Tuesday, June 26, 2012

Hunger strike at Georgia (USA) Prison

I remind that the prison system in the USA is particularly oppressive, unjust, racist and above all a form of slavery.


Starving For Change: Hunger Strike Underway In Georgia's Jackson State Prison, Day 15


by BAR manging editor Bruce A. Dixon

18 months ago, black, brown and white Georgia prisoners staged a courageous protest demanding wages for work, educational opportunities, transparency in probation reviews and more. State officials unleashed a wave of exemplary brutality that continues to this day, away from the eyes of the public. It's time to turn our eyes where they belong --- at the crimes committed with our money and in our name, in our prisons and jails. And think about a fast on the outside, July 2, in solidarity with the hunter strikers inside Georgia's prisons.

Starving For Change: Hunger Strike Underway In Georgia's Jackson State Prison, Day 15


by BAR manging editor Bruce A. Dixon

Some of the protesters
Since June 10, according to accounts from prisoners and their families and Rev. Kenneth Glasgow of The Ordinary Peoples Society and the Prodigal Child Project, an undetermined number of prisoners at Georgia's massive Diagnostic and Classification Prison near the city of Jackson have been on a hunger strike.

Back in December 2010, black, brown and white inmates in several Georgia prisons staged a peaceful protest remaining in their dorms and cells rather than go to meals or work assignments. Their reasonable demands included wages for work, speedier and more transparent status reviews, decent food, real medical care, a more sane visitation policy and the availability of educational and vocational programs behind the walls. State corrections officials responded with temporary cutoffs of heat, water and electricity in some buildings, along with an orgy of savage assaults and beatings across multiple institutions statewide. In one instance, corrections officials apparently conspired to conceal the whereabouts and condition of one prisoner who lingered near death in a coma for most of a week while they shuffled him hundreds of miles between prisons and hospitals.

State corrections say they rounded up 37 whom they believed were the strike leaders and put them under close confinement at Jackson, the same prison where Troy Davis was executed last year. Most of these prisoners have remained there in close confinement, with severely restricted access to visits, communication and their attorneys, and without medical attention for the past 18 months.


§ **Work required**:
Return each line of the entries that holds the string "Willie".

§ **Exercise input**:
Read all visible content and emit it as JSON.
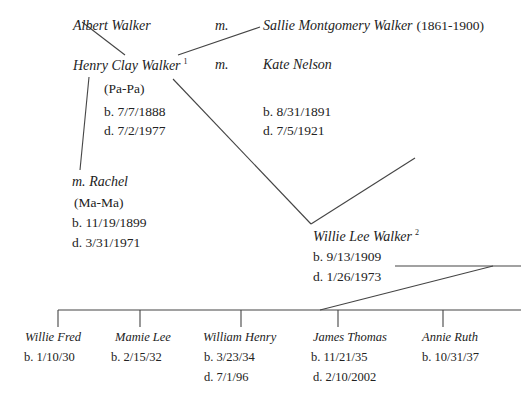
{
  "generation1": {
    "father": {
      "name": "Albert Walker"
    },
    "marriage": "m.",
    "mother": {
      "name": "Sallie Montgomery Walker",
      "years": "(1861-1900)"
    }
  },
  "generation2": {
    "person": {
      "name": "Henry Clay Walker",
      "footnote": "1",
      "nickname": "(Pa-Pa)",
      "born": "b. 7/7/1888",
      "died": "d. 7/2/1977"
    },
    "marriage": "m.",
    "spouse1": {
      "name": "Kate Nelson",
      "born": "b. 8/31/1891",
      "died": "d. 7/5/1921"
    },
    "spouse2": {
      "marriage": "m.",
      "name": "Rachel",
      "nickname": "(Ma-Ma)",
      "born": "b. 11/19/1899",
      "died": "d. 3/31/1971"
    }
  },
  "generation3": {
    "person": {
      "name": "Willie Lee Walker",
      "footnote": "2",
      "born": "b. 9/13/1909",
      "died": "d. 1/26/1973"
    }
  },
  "children": [
    {
      "name": "Willie Fred",
      "born": "b. 1/10/30",
      "died": ""
    },
    {
      "name": "Mamie Lee",
      "born": "b. 2/15/32",
      "died": ""
    },
    {
      "name": "William Henry",
      "born": "b. 3/23/34",
      "died": "d. 7/1/96"
    },
    {
      "name": "James Thomas",
      "born": "b. 11/21/35",
      "died": "d. 2/10/2002"
    },
    {
      "name": "Annie Ruth",
      "born": "b. 10/31/37",
      "died": ""
    }
  ],
  "colors": {
    "line": "#444444",
    "text": "#222222",
    "background": "#ffffff"
  }
}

§ **Answer to this task**:
      "name": "Willie Lee Walker",
      "name": "Willie Fred",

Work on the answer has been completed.